No Extradition! Bring Julian Home!

On Wednesday December 9, Julian Assange’s father John Shipton, will talk at a webinar in Brisbane about the Assange along with Assange supporter Ciaron O’Reilly and Greg Barns SC, Adviser Assange Campaign. 

You can join the webinar here

NO EXTRADITION: BRING JULIAN HOME   

Wednesday 9 December: No Extradition! Bring Julian Home Webinar,  6.30 pm. John Shipton, Greg Barns, Ciaron O’Reilly 

Public Rally: No Extradition! Bring Julian Home!  December 10 Bunyapa Park

On UN Human Rights Day, Thursday, December 10, John Shipton and Ciaron O’Reilly will address a public gathering at Bunyapa Park, West End, to call for the Australian government to abide by the UN Human Rights conventions and bring Julian home. The United Nations has called on the Australian government to act in defence of Julian Assange for the past five years, but has been ignored. Local Councillor Jonathon Sri will introduce John Shipton and welcome him and speak to the issues of war crimes and journalistic responsibility.  

Thursday: 10 December: UN Human Rights Day public rally, Bunyapa Park, West End,  5pm. Chris Anderson (musician) singing songs of West End and peace. 6pm MC: Councillor Jonathon Sri, speakers Debbie Kilroy (Sisters Inside), John Shipton, Ciaron O’Reilly; open platform.  

Julian Assange’s father, John Shipton, will speak in Brisbane at a webinar on December 9 and at Bunyapa Park in West End on UN Human Rights Day, Thursday, December 10 at 5pm about the Assange case and its implication for journalism. 

Mr. Shipton has recently returned from his son’s extradition hearing at the Old Bailey in London and is embarking on a tour of Brisbane and the New South Wales north coast where he will talk about his son’s plight. 
John Shipton says: 

“Julian’s ten-years fierce and unrelenting fight for truth has exposed squalid diplomatic arrangements and war crimes in which millions of people were slaughtered, and tens of millions of homes destroyed. It is a task we take on, fighting to bring our speaker of truth home to family and friends. We appeal for your help to Bring Julian Home!”  

Julian Assange exposed war crimes and human rights violation by the USA and its allies in Iraq and Afghanistan.

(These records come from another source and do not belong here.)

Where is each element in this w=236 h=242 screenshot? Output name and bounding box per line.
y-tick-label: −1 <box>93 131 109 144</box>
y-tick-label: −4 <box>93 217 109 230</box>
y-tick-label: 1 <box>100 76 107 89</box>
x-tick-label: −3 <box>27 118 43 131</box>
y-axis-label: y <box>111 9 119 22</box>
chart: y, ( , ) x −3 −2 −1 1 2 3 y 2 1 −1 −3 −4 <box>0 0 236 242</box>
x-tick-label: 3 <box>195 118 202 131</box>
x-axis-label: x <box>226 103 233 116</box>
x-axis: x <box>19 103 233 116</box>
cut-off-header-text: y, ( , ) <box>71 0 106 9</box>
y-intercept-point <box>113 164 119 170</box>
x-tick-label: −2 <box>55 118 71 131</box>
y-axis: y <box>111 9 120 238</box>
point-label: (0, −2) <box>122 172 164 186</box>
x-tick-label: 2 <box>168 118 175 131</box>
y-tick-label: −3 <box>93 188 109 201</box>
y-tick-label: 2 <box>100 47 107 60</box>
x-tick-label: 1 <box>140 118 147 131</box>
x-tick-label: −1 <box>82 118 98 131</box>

Because of this, he is currently the victim of British injustice in Belmarsh High-Security prison, where the covid virus is currently running rampant, awaiting extradition to the USA where he may be sentenced to 175 years for some of the most important pieces of journalism of the twenty-first century.  

The most famous war-crime WikiLeaks revealed, the Collateral Murder, resulted in the imprisonment and torture of the whistle-blowers, Manning and Assange, while none of the perpetrators has been charged.  

The Afghan War Logs revealed war crimes by coalition forces strikingly similar to the war crimes revealed recently by the Brereton Report where Australian SAS forces were engaged in crimes such as slitting the throats of young Afghanis to ‘blood’ junior soldiers. 

In Australia whistleblower David McBride, who tried to raise his concerns about these Australian war crimes in Afghanistan, has been charged by the government for supposedly compromising national security and could be imprisoned for 50 years.  

McBride had tried to raise his concerns through official channels and when he was ignored, he passed on the classified information to the ABC. This information formed the basis for the Afghan Files, which reported allegations of unlawful killings and misconduct by Australian special forces in Afghanistan.  

As a result of airing the Afghan Files, the ABC was raided by the Australian Federal Police (AFP) in 2017. This year the ABC’s legal challenge to the validity of the raid was dismissed by the federal court. 

The ABC’s news director, Gaven Morris, said the decision was “really disappointing” and a blow to press freedom and the public’s right to know. “Urgent law reform is clearly required,” he said. 

The managing director of the ABC, David Anderson, said the ruling was further evidence of the urgent need for explicit protections for public interest journalism and for whistleblowers. “No one has been able to demonstrate a direct threat to national security as a result of those stories,” he said. 

“When the AFP executed its search warrant here at the ABC, its raid was seen – internationally – for exactly what it was: an attempt to intimidate journalists for doing their jobs.” 

In the guise of national security, the reporting of war crimes by the USA and its allies is being suppressed world-wide through the persecution of journalists and whistle-blowers.